2. The Sync 1.5 protocol itself is full of non-standard weirdness, with odd stuff like X-Last-Modified (which is just like Last-Modified but with UNIX timestamp - seriously?). While I haven't experimented writing an adapter yet, I strongly suspect a plain old' WebDAV (with a tiny little bit of sub-standard collection stuff) would've worked just fine and even better.

3. Poor documentation. The documentation was draft quality when Accounts and Sync were just rolled out (so it required some reverse engineering), but that's understandable. Things have improved since then but I believe a lot of stuff isn't really fully documented even today. For example, some undocumented magic is required to show Accounts sign-in page on iOS.

My point is, the whole thing is absolutely not developer-friendly (unless you're a Mozilla developer), as it makes self-hosting and alternate implementations quite difficult.

Maybe my problem is Accounts and Sync is not a standard (neither a proposal to become one), but just a documented vendor-unique API.

2 comments

End-user or developer? I believe it’s plenty friendly to end-users since it’s simple to use and works. However, it’s certainly not so for developers, as I’ve struggled myself at self-hosting Firefox Accounts/Sync.
Both. Developers are end-users as well, and an ability to self-host (and protocol standardization and availability of alternate implementations) matters to non-developer end-users too, even though they don't ask for it.

Openness is in the same boah as privacy. Average user would buy just a "we pinky swear it respect your privacy" sticker on the product, but we know they want real privacy. Same with openness. And Firefox Account & friends is not an open system, it just happens to be partially documented and have a few FLOSS implementations of varying quality.
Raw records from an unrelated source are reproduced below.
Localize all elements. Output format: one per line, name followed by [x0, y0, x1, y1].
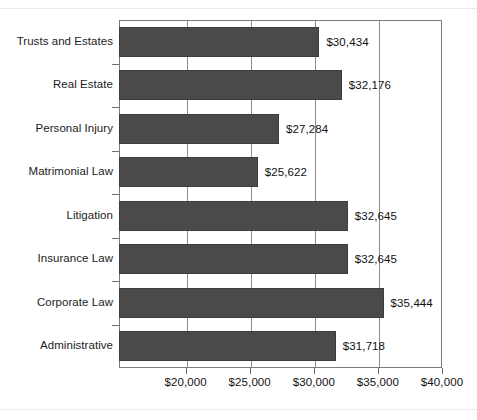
bar-value-label: $27,284: [286, 114, 328, 144]
x-axis-ticks: [119, 368, 442, 374]
bar[interactable]: [119, 201, 348, 231]
y-axis-tick: [112, 64, 119, 65]
bar-row: $35,444: [119, 288, 442, 318]
category-label: Personal Injury: [1, 122, 113, 134]
bar-row: $31,718: [119, 331, 442, 361]
bar-row: $32,645: [119, 244, 442, 274]
category-label: Matrimonial Law: [1, 165, 113, 177]
bar-row: $25,622: [119, 157, 442, 187]
bar-value-label: $32,176: [349, 70, 391, 100]
bar[interactable]: [119, 70, 342, 100]
bar-row: $27,284: [119, 114, 442, 144]
bar-value-label: $31,718: [343, 331, 385, 361]
bar[interactable]: [119, 244, 348, 274]
y-axis-tick: [112, 194, 119, 195]
x-axis-tick-label: $20,000: [165, 376, 207, 388]
x-axis-tick-label: $25,000: [229, 376, 271, 388]
x-axis-tick: [442, 368, 443, 374]
x-axis-tick: [314, 368, 315, 374]
bar-value-label: $35,444: [391, 288, 433, 318]
bar-value-label: $32,645: [355, 244, 397, 274]
y-axis-tick: [112, 151, 119, 152]
category-label: Litigation: [1, 209, 113, 221]
x-axis-tick-label: $30,000: [293, 376, 335, 388]
page-rule-bottom: [0, 409, 477, 410]
y-axis-tick: [112, 107, 119, 108]
page-rule-top: [0, 8, 477, 9]
category-label: Insurance Law: [1, 252, 113, 264]
bar[interactable]: [119, 288, 384, 318]
y-axis-tick: [112, 281, 119, 282]
bar[interactable]: [119, 114, 279, 144]
category-label: Real Estate: [1, 78, 113, 90]
bar-row: $32,176: [119, 70, 442, 100]
y-axis-tick: [112, 325, 119, 326]
bar[interactable]: [119, 27, 319, 57]
x-axis-tick: [186, 368, 187, 374]
category-axis: Trusts and EstatesReal EstatePersonal In…: [0, 20, 113, 368]
x-axis-tick: [250, 368, 251, 374]
category-label: Corporate Law: [1, 296, 113, 308]
bar-value-label: $32,645: [355, 201, 397, 231]
bar[interactable]: [119, 157, 258, 187]
category-label: Administrative: [1, 339, 113, 351]
x-axis-labels: $20,000$25,000$30,000$35,000$40,000: [0, 376, 477, 394]
bar-value-label: $25,622: [265, 157, 307, 187]
bar-row: $30,434: [119, 27, 442, 57]
bar[interactable]: [119, 331, 336, 361]
x-axis-tick-label: $35,000: [357, 376, 399, 388]
x-axis-tick-label: $40,000: [421, 376, 463, 388]
x-axis-tick: [378, 368, 379, 374]
y-axis-tick: [112, 238, 119, 239]
bars-layer: $30,434$32,176$27,284$25,622$32,645$32,6…: [119, 20, 442, 368]
bar-value-label: $30,434: [326, 27, 368, 57]
category-label: Trusts and Estates: [1, 35, 113, 47]
bar-chart-figure: Trusts and EstatesReal EstatePersonal In…: [0, 0, 477, 420]
bar-row: $32,645: [119, 201, 442, 231]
Kinto is a step in the right direction, though.

Keep in mind Weave was designed as the alternative to using LDAP for storing such information. The first browser supporting Firefox Sync (Weave) was Fennec on Nokia N8x0/N900. We're talking about 2008 or so here. LDAP is no longer used for this purpose, and the other alternative is proprietary and stores your data at a third party for data mining (Google Chrome).